Oracle E-Business Suite’s New EBS_SYSTEM Schema
For a long time, after the introduction of Online patching with EBS 12.2 release, there were no major changes to the underlying database architecture in Oracle E-Business Suite. With Oracle EBS 12.2, Edition based redefinition (EBR) feature was introduced to power the Online Patching feature. Online patching feature helped reduce the downtime requirements of E-Business Suite by enabling the ability to apply the major part of any E-Business Suite patch while the system is up and running, hence the name Online patching.

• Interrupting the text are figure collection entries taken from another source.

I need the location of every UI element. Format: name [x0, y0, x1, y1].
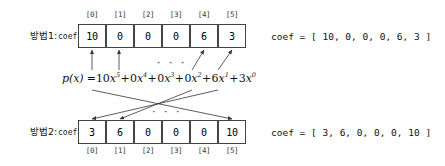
array-cell: 3 — [78, 120, 106, 144]
index-label: [5] — [218, 146, 246, 155]
index-label: [4] — [190, 146, 218, 155]
formula-op: + — [147, 72, 157, 85]
polynomial-formula: p(x) =10x5+0x4+0x3+0x2+6x1+3x0 — [62, 72, 256, 85]
coef-string-method1: coef = [ 10, 0, 0, 0, 6, 3 ] — [271, 31, 431, 42]
index-label: [0] — [78, 146, 106, 155]
coef-string-method2: coef = [ 3, 6, 0, 0, 0, 10 ] — [271, 127, 431, 138]
array-cell: 3 — [218, 24, 246, 48]
method1-coef-label: coef — [58, 32, 77, 41]
array-method1: 10 0 0 0 6 3 — [78, 24, 246, 48]
formula-lhs: p(x) = — [62, 72, 96, 85]
index-label: [5] — [218, 10, 246, 19]
formula-coef: 6 — [212, 72, 219, 85]
formula-coef: 10 — [96, 72, 110, 85]
method1-label: 방법1: — [30, 28, 57, 42]
array-cell: 0 — [162, 120, 190, 144]
index-label: [3] — [162, 146, 190, 155]
method2-coef-label: coef — [58, 128, 77, 137]
array-cell: 0 — [106, 24, 134, 48]
array-cell: 6 — [106, 120, 134, 144]
formula-op: + — [229, 72, 239, 85]
index-label: [3] — [162, 10, 190, 19]
index-label: [4] — [190, 10, 218, 19]
index-label: [1] — [106, 10, 134, 19]
formula-coef: 0 — [130, 72, 137, 85]
formula-op: + — [201, 72, 211, 85]
index-label: [1] — [106, 146, 134, 155]
index-label: [2] — [134, 146, 162, 155]
array-cell: 6 — [190, 24, 218, 48]
array-cell: 0 — [134, 120, 162, 144]
index-labels-top: [0] [1] [2] [3] [4] [5] — [78, 10, 246, 19]
method2-label: 방법2: — [30, 124, 57, 138]
formula-coef: 3 — [239, 72, 246, 85]
formula-op: + — [174, 72, 184, 85]
ellipsis-bottom: · · · — [152, 105, 182, 118]
coefficient-array-diagram: [0] [1] [2] [3] [4] [5] 방법1: coef 10 0 0… — [0, 0, 445, 166]
array-cell: 10 — [78, 24, 106, 48]
index-label: [2] — [134, 10, 162, 19]
array-cell: 0 — [162, 24, 190, 48]
formula-op: + — [120, 72, 130, 85]
array-method2: 3 6 0 0 0 10 — [78, 120, 246, 144]
ellipsis-top: · · · — [157, 56, 187, 69]
array-cell: 10 — [218, 120, 246, 144]
index-labels-bottom: [0] [1] [2] [3] [4] [5] — [78, 146, 246, 155]
arrow-up-4 — [192, 50, 204, 70]
arrow-up-5 — [218, 50, 232, 70]
formula-exp: 0 — [252, 71, 256, 79]
index-label: [0] — [78, 10, 106, 19]
array-cell: 0 — [134, 24, 162, 48]
array-cell: 0 — [190, 120, 218, 144]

For a long time, Oracle E-Business Suite Schema remained consistent and looked like the above table, with R12.2 adding some EBR specific objects such as Edition Views and Triggers. However, with EBS 12.2 ATG_PF Delta13 patch, the Oracle EBS development team introduced a new schema called EBS_SYSTEM. Interestingly, this schema’s password needs to be kept the same as the current database System user. I wondered why the Oracle Dev Team introduced this schema and here is my take on it.
Lots of people think this change was introduced to address segregation of duties and the separation of the elevated privileges required to maintain Oracle EBS schemas into a separate admin account similar to System/Sys schema. This could be true, but I think it’s more than that. I believe the change was made because of new PDB requirements in 19c.

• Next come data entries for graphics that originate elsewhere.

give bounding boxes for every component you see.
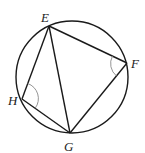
segment-FG bbox=[70, 63, 127, 133]
label-G: G bbox=[64, 139, 74, 153]
angle-mark-F bbox=[111, 56, 117, 76]
label-E: E bbox=[40, 10, 49, 25]
segment-HE bbox=[22, 26, 49, 99]
geometry-diagram: E F G H bbox=[0, 0, 145, 153]
segment-GH bbox=[22, 99, 70, 133]
circumcircle bbox=[16, 21, 128, 133]
segment-EF bbox=[49, 26, 127, 63]
label-H: H bbox=[7, 93, 18, 108]
label-F: F bbox=[130, 56, 140, 71]
segment-EG bbox=[49, 26, 70, 133]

Oracle EBS was certified to run on Oracle 19c database some time back. One of the requirements as part of this certification is that the Oracle EBS database will be converted into a PDB during the 19c database upgrade. At a high level, the process is to install a fresh 19c CDB and use Oracle supplied scripts to upgrade the EBS database to a PDB and attach it to the freshly installed CDB. One limitation in the current EBS 19c database certification is that we cannot attach any other PDBs to the CDB which has the EBS PDB attached. Thus, even though the EBS database is converted to a PDB, customers cannot take advantage of multi-tenant architecture, as they cannot attach other PDBs to EBS Container Database.

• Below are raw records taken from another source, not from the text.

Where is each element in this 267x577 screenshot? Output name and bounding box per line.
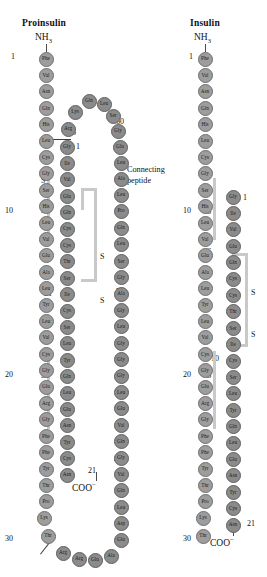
insulin-b-residue-9: Ser [198, 183, 213, 198]
n-terminus-stem [46, 44, 47, 52]
insulin-title: Insulin [190, 18, 220, 28]
nh3-subscript: 3 [49, 37, 52, 44]
insulin-nh3-text: NH [194, 32, 208, 42]
proinsulin-b-residue-27: Thr [39, 478, 54, 493]
insulin-b-residue-6: Leu [198, 134, 213, 149]
insulin-n-terminus-stem [205, 44, 206, 52]
insulin-a-residue-13: Leu [226, 386, 241, 401]
c-peptide-residue-19: Gly [114, 303, 129, 318]
disulfide-label-right-3: S [251, 288, 255, 297]
proinsulin-a-residue-17: Glu [60, 402, 75, 417]
proinsulin-b-residue-26: Tyr [39, 462, 54, 477]
insulin-a-residue-1: Gly [226, 190, 241, 205]
proinsulin-a-residue-6: Cys [60, 222, 75, 237]
insulin-b-residue-1: Phe [198, 52, 213, 67]
insulin-b-residue-26: Tyr [198, 462, 213, 477]
disulfide-bar-right-2 [245, 253, 248, 347]
insulin-b-residue-14: Ala [198, 265, 213, 280]
c-peptide-residue-2: Arg [72, 552, 87, 567]
insulin-nh3-subscript: 3 [208, 37, 211, 44]
insulin-a-residue-3: Val [226, 222, 241, 237]
proinsulin-b-residue-8: Gly [39, 166, 54, 181]
insulin-a-residue-5: Gln [226, 255, 241, 270]
proinsulin-b-residue-19: Cys [39, 347, 54, 362]
insulin-b-residue-22: Arg [198, 396, 213, 411]
nh3-text: NH [35, 32, 49, 42]
insulin-a-residue-9: Ser [226, 321, 241, 336]
c-peptide-residue-34: Lys [68, 105, 83, 120]
insulin-coo-text: COO [210, 538, 230, 548]
insulin-b-residue-24: Phe [198, 429, 213, 444]
proinsulin-a-residue-14: Tyr [60, 353, 75, 368]
insulin-a-residue-15: Gln [226, 419, 241, 434]
insulin-b-residue-10: His [198, 199, 213, 214]
insulin-b-residue-18: Val [198, 330, 213, 345]
disulfide-link-left-b [81, 279, 97, 282]
c-peptide-residue-32: Leu [97, 97, 112, 112]
c-peptide-residue-7: Leu [114, 500, 129, 515]
proinsulin-b-residue-9: Ser [39, 183, 54, 198]
proinsulin-b-residue-5: His [39, 117, 54, 132]
disulfide-bar-right-3 [213, 351, 216, 429]
c-peptide-residue-24: Gln [114, 221, 129, 236]
c-peptide-residue-26: Leu [114, 188, 129, 203]
proinsulin-b-residue-6: Leu [39, 134, 54, 149]
coo-text: COO [72, 483, 92, 493]
insulin-a-residue-6: Cys [226, 272, 241, 287]
disulfide-bar-right-1 [213, 178, 216, 240]
proinsulin-b-residue-24: Phe [39, 429, 54, 444]
label-a21-left: 21 [88, 466, 96, 475]
c-peptide-residue-5: Glu [114, 533, 129, 548]
insulin-b-residue-19: Cys [198, 347, 213, 362]
c-peptide-residue-27: Ala [114, 172, 129, 187]
insulin-a-residue-21: Asn [226, 518, 241, 533]
label-a1-left: 1 [76, 142, 80, 151]
insulin-a-residue-16: Leu [226, 436, 241, 451]
label-b10-left: 10 [5, 206, 13, 215]
label-a1-right: 1 [243, 193, 247, 202]
disulfide-bar-left-3 [94, 188, 97, 282]
c-peptide-residue-10: Gly [114, 451, 129, 466]
label-b1-right: 1 [189, 52, 193, 61]
c-peptide-residue-13: Glu [114, 401, 129, 416]
c-peptide-residue-11: Gln [114, 434, 129, 449]
label-a21-right: 21 [247, 519, 255, 528]
proinsulin-a-residue-13: Leu [60, 336, 75, 351]
proinsulin-a-residue-21: Asn [60, 468, 75, 483]
c-peptide-residue-18: Leu [114, 319, 129, 334]
insulin-b-residue-12: Val [198, 232, 213, 247]
proinsulin-n-terminus: NH3 [35, 32, 52, 44]
insulin-a-residue-12: Ser [226, 370, 241, 385]
insulin-b-residue-17: Leu [198, 314, 213, 329]
proinsulin-title: Proinsulin [22, 18, 66, 28]
coo-superscript: − [92, 481, 96, 489]
insulin-b-residue-28: Pro [198, 494, 213, 509]
annotation-line-1: Connecting [127, 165, 165, 174]
insulin-c-terminus: COO− [210, 536, 234, 548]
proinsulin-a-residue-5: Gln [60, 205, 75, 220]
proinsulin-b-residue-15: Leu [39, 281, 54, 296]
proinsulin-b-residue-25: Phe [39, 445, 54, 460]
proinsulin-b-residue-18: Val [39, 330, 54, 345]
c-peptide-residue-25: Pro [114, 204, 129, 219]
c-peptide-residue-8: Gln [114, 483, 129, 498]
insulin-b-residue-13: Glu [198, 248, 213, 263]
insulin-a-residue-2: Ile [226, 206, 241, 221]
insulin-b-residue-23: Gly [198, 412, 213, 427]
c-peptide-residue-30: Gly [111, 124, 126, 139]
insulin-a-residue-14: Tyr [226, 403, 241, 418]
c-peptide-residue-20: Ala [114, 287, 129, 302]
proinsulin-b-residue-7: Cys [39, 150, 54, 165]
insulin-a-residue-7: Cys [226, 288, 241, 303]
insulin-n-terminus: NH3 [194, 32, 211, 44]
c-peptide-residue-9: Val [114, 467, 129, 482]
insulin-a-residue-10: Ile [226, 337, 241, 352]
insulin-b-residue-8: Gly [198, 166, 213, 181]
proinsulin-a-residue-10: Ile [60, 287, 75, 302]
label-b1-left: 1 [11, 52, 15, 61]
proinsulin-b-residue-2: Val [39, 68, 54, 83]
disulfide-label-left-3: S [100, 252, 104, 261]
c-peptide-residue-6: Asp [114, 516, 129, 531]
proinsulin-b-residue-29: Lys [37, 511, 52, 526]
c-peptide-residue-4: Ala [104, 549, 119, 564]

I think that the EBS_SYSTEM schema implementation address this 19c CDB/PDB limitation. Once Oracle EBS Dev team moves all dependencies from SYSTEM schema to EBS_SYSTEM schema, Oracle EBS database should be able to take full advantages of PDB/CDB architecture. Having a different local PDB admin account to take care of all EBS specific needs will remove dependency on CDB system schema and EBS Database should become portable. This change will help in EBS databases becoming more DBcS friendly. It will be even be possible to host Oracle EBS in AWS RDS if these PDB limitations are lifted. We just have to wait and see how this plays out.
Do let me know your thoughts and comments on this subject. I would love to hear what you think about Oracle EBS PDB limitations and progress.